Bug 2492094 (CVE-2026-52923) - CVE-2026-52923 kernel: ipc: limit next_id allocation to the valid ID range
Summary: CVE-2026-52923 kernel: ipc: limit next_id allocation to the valid ID range
Keywords:
Status: NEW
Alias: CVE-2026-52923
Product: Security Response
Classification: Other
Component: vulnerability
Version: unspecified
Hardware: All
OS: Linux
high
high
Target Milestone: ---
Assignee: Product Security DevOps Team
QA Contact:
URL:
Whiteboard:
Depends On:
Blocks:
TreeView+ depends on / blocked
 
Reported: 2026-06-24 08:01 UTC by OSIDB Bzimport
Modified: 2026-06-24 17:03 UTC (History)
2 users (show)

Fixed In Version:
Clone Of:
Environment:
Last Closed:
Embargoed:


Attachments (Terms of Use)

Description OSIDB Bzimport 2026-06-24 08:01:41 UTC
In the Linux kernel, the following vulnerability has been resolved:

ipc: limit next_id allocation to the valid ID range

The checkpoint/restore sysctl path can request the next SysV IPC id
through ids->next_id.  ipc_idr_alloc() currently forwards that request to
idr_alloc() with an open-ended upper bound.

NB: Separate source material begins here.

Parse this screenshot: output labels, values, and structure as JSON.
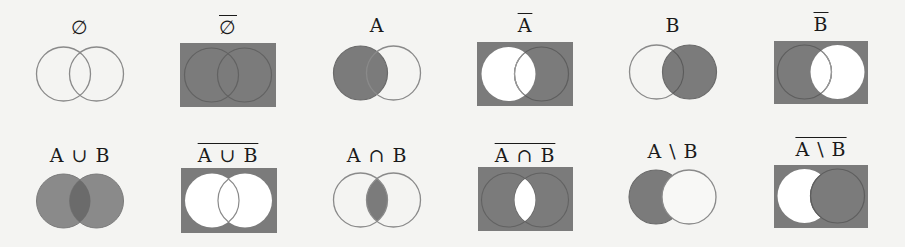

If the valid tail of the SysV IPC id space is full, the allocation can
spill beyond ipc_mni.  The returned SysV IPC id still uses the normal
index encoding, so later lookup and removal can target the wrong slot. 
This leaves the real IDR entry behind and breaks the IDR state for the
object.

The bug is in ipc_idr_alloc() in the checkpoint/restore path.

1. ids->next_id is passed to:

       idr_alloc(&ids->ipcs_idr, new, ipcid_to_idx(next_id), 0, ...)

2. The zero upper bound makes the allocation effectively open-ended.
   Once the valid SysV IPC tail is occupied, idr_alloc() can spill past
   ipc_mni and allocate an entry beyond the valid IPC id range.

3. The new object id is still encoded with the narrower SysV IPC index
   width:

       new->id = (new->seq << ipcmni_seq_shift()) + idx

4. Later removal goes through ipc_rmid(), which uses:

       ipcid_to_idx(ipcp->id)

   That truncates the real IDR index. An object actually stored at a
   high index can then be removed as if it lived at a low in-range
   index.

5. For shared memory, shm_destroy() frees the current object anyway, but
   the real high IDR slot is left behind as a dangling pointer.

6. A subsequent walk of /proc/sysvipc/shm reaches the stale IDR entry
   and dereferences freed memory.

Prevent this by bounding the requested allocation to ipc_mni so the
checkpoint/restore path fails once the valid range is exhausted.

Comment 1 Mauro Matteo Cascella 2026-06-24 16:59:33 UTC
Upstream advisory:
https://lore.kernel.org/linux-cve-announce/2026062431-CVE-2026-52923-35fb@gregkh/T


Note You need to log in before you can comment on or make changes to this bug.